The first and foremost thing that comes to mind is the wayback machine. It lets you archive and immortalize any moment in a website’s history.
Though I may be cheating a little here because it’s actually a toolbar, another obscure, highly useful “website” is the Hypothesis toolbar. It adds a comment section to any webpage merely by existing.
On Hypothesis, only someone else logged into Hypothesis can comment, if that’s what you mean. If you notice someone on there with the name ThisInstrumentalBreak, that’s me (you may notice me having used it to comment on this thread).
It’s basically an interactive Python session using a Python interpreter compiled to WebAssembly and which then runs locally on your device via your browser without having to install anything on your end.
It’s very cool to check some calculation out very quickly on your phone or tablet.
This time I landed on this cute little page for a married couple that posted newsletters and stuff for family and friends. Basically, they made their own Facebook page and bought a domain with their name and everything, been running it since like the mid 2000s it looks like. Even a whole ham radio section the husband put together. I was enjoying it till it became increasingly clear these two are fairly wealthy and I lost interest.
Taking a chemistry class? ptable.com is the best Periodic Table site by far, packed with info and ways to visualize the relationships between elements.
Interested in what class doesn’t teach you about the elements? Theodore Gray’s Wooden Periodic Table Table website has a ton of very high resolution shots of the best samples you’ll find, along with detailed backstory on where each one came from or how it was used.
No idea if this is obscure or not, but for creating diagrams I’ve found draw.io a very useful free website/tool (there’s an offline version).
The ability to hide the entire model inside the png is really neat. You can upload the png in a wiki and later on just import it to alter it again.
That looks quite interesting. Draw.io has a sketch option but they always look the same. This one really makes unique shapes every time create an object. Could be quite handy for quick throwaway designs. Thank you for the recommendation.
You might be able to find this website on Google, but if you are in the US, this can help you get the freshest produce.
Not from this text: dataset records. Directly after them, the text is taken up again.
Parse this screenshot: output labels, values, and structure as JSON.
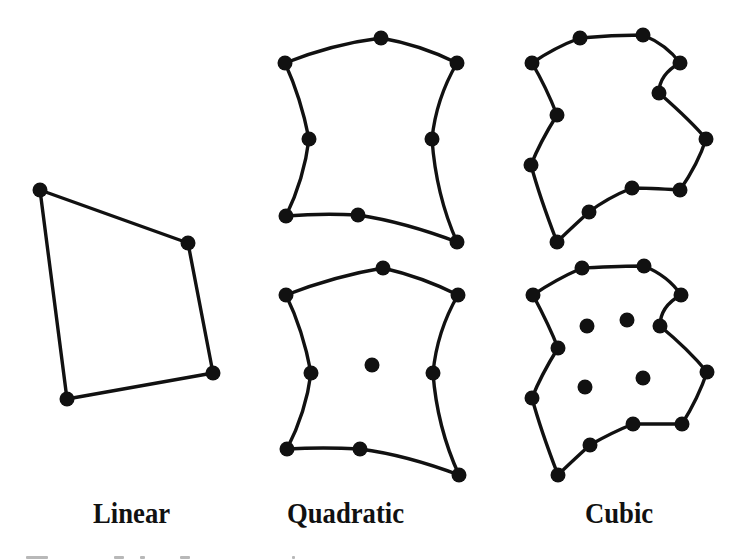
{
  "figure": {
    "stroke_color": "#111111",
    "node_color": "#111111",
    "background": "#ffffff",
    "labels": {
      "linear": "Linear",
      "quadratic": "Quadratic",
      "cubic": "Cubic"
    },
    "caption_visible": "partially cut off (illegible)"
  },
  "elements": {
    "linear": {
      "name": "Linear element (4 nodes)",
      "boundary": "40,190 188,243 213,373 67,399",
      "nodes": [
        [
          40,
          190
        ],
        [
          188,
          243
        ],
        [
          213,
          373
        ],
        [
          67,
          399
        ]
      ]
    },
    "quadratic_serendipity": {
      "name": "Quadratic element (8 nodes)",
      "boundary_path": "M285,63 Q333,44 381,38 Q421,45 457,63 Q436,99 432,139 Q436,195 457,242 Q404,222 358,215 Q322,213 286,216 Q304,179 309,139 Q301,98 285,63 Z",
      "nodes": [
        [
          285,
          63
        ],
        [
          381,
          38
        ],
        [
          457,
          63
        ],
        [
          309,
          139
        ],
        [
          432,
          139
        ],
        [
          286,
          216
        ],
        [
          358,
          215
        ],
        [
          457,
          242
        ]
      ],
      "interior_nodes": []
    },
    "quadratic_lagrange": {
      "name": "Quadratic element (9 nodes)",
      "boundary_path": "M286,295 Q335,276 383,268 Q422,277 458,295 Q437,331 433,373 Q437,427 459,475 Q406,455 360,449 Q323,447 287,449 Q306,412 311,373 Q303,330 286,295 Z",
      "nodes": [
        [
          286,
          295
        ],
        [
          383,
          268
        ],
        [
          458,
          295
        ],
        [
          311,
          373
        ],
        [
          433,
          373
        ],
        [
          287,
          449
        ],
        [
          360,
          449
        ],
        [
          459,
          475
        ]
      ],
      "interior_nodes": [
        [
          372,
          365
        ]
      ]
    },
    "cubic_serendipity": {
      "name": "Cubic element (12 nodes)",
      "boundary_path": "M532,63 C548,52 564,44 580,38 C601,36 622,35 643,35 C660,42 672,52 680,63 C667,70 659,80 659,93 C676,108 692,122 706,139 C700,158 691,174 680,190 C664,189 648,188 632,188 C617,194 602,202 589,212 C578,222 567,232 557,242 C547,216 538,191 531,165 C538,147 547,131 557,115 C550,97 542,80 532,63 Z",
      "nodes": [
        [
          532,
          63
        ],
        [
          580,
          38
        ],
        [
          643,
          35
        ],
        [
          680,
          63
        ],
        [
          659,
          93
        ],
        [
          706,
          139
        ],
        [
          680,
          190
        ],
        [
          632,
          188
        ],
        [
          589,
          212
        ],
        [
          557,
          242
        ],
        [
          531,
          165
        ],
        [
          557,
          115
        ]
      ],
      "interior_nodes": []
    },
    "cubic_lagrange": {
      "name": "Cubic element (16 nodes)",
      "boundary_path": "M533,295 C549,284 566,275 582,268 C603,267 623,266 644,266 C661,273 673,283 681,295 C668,302 660,313 660,326 C677,340 693,355 707,372 C701,390 692,408 682,424 C666,424 649,424 633,424 C618,430 604,437 590,445 C579,455 568,465 558,475 C548,449 539,424 532,398 C539,380 548,364 558,348 C551,330 542,312 533,295 Z",
      "nodes": [
        [
          533,
          295
        ],
        [
          582,
          268
        ],
        [
          644,
          266
        ],
        [
          681,
          295
        ],
        [
          660,
          326
        ],
        [
          707,
          372
        ],
        [
          682,
          424
        ],
        [
          633,
          424
        ],
        [
          590,
          445
        ],
        [
          558,
          475
        ],
        [
          532,
          398
        ],
        [
          558,
          348
        ]
      ],
      "interior_nodes": [
        [
          587,
          326
        ],
        [
          627,
          320
        ],
        [
          585,
          387
        ],
        [
          643,
          378
        ]
      ]
    }
  }
}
I use it all the time. snaped.fns.usda.gov/…/seasonal-produce-guide
Radio Garden - Listen to hundreds of radios around the globe (with a pretty interface to find your favorite radio station). Having lived in several countries, I have a list of radio stations I grew to like, and now I can have easy access to all of them.
I spend a lot of time trying to figure out obscure undocumented data formats and cyberchef is absolutely incredible for that. Here’s a fun little preview of what that looks like
I’ve been using squoosh.app a lot recently. Found it in a similar thread
EDIT: It is an image compression site where the images never leave your device. Or so the privacy policy says anyway. It took some tweaking, but i’ve had some images with an 80%+ size reducrion with almost no perceivable quality loss.
Microwave Watt?? Converts cooking instructions to whatever your actual microwave is (mine’s a shitty 700w beast so I have to add about 50% cooking time to most things). www.microwavewatt.com
I use that all the time. I have so many friends who just give it however long it says on the packaging and then complain their microwaves suck.
The only thing that can still throw me off course is when the packaging says: “microwave for about 7-9 minutes depending on your microwave”. Bro, what am I supposed to do with this information? I’m ready to go watt for watt, I don’t want to keep an eye on my microwave. I just wanna hear the bing and know it’s done.